If you really need that data back I would probably invest in a data recovery service. Maybe they can recover the data and establish a drive letter to use the Bitlocker recovery tool.
 
Did you try using dd_rescue? You mentioned that you would, but then didn't give any indication of whether you did, or what happened.
 
IMHO the op needs to come to terms with what has happened to his drive. This is exactly why you back up what is important to you no matter what you run. I'm backing up important stuff as I type this because you just never know.
 
Did you try using the EaseUS tool for rebuilding the partition table? They have full instructions on their website, halfway down the page in the link that John Conner gave you. Ignore the top half of the page, you already tried that.
 
it might also help if you could hexdump the MBR and show it to someone that knows how to read these things. You could also hexdump the GPT and backup GPT, and see if there are discrepancies, or if the data is completely done.
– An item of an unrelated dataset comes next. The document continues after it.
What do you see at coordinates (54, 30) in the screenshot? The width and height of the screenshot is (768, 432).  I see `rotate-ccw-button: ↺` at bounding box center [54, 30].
Potentially the drive may also have suffered a controller failure, and reports false data. What does SMART tell you?
I usually use the system rescue cd linux "distribution" to attempt such fixes. It's not exactly user friendly, but gives you almost all the tools you could ever need, including driver error logging, smart, hexdump, fdisk, dd_rescue und ddrescue...
It will not be able to recover the actual data, due to the encryption, but it should be able to determine what's left of the pools, how the MBR looks, and whether any hardware errors get thrown.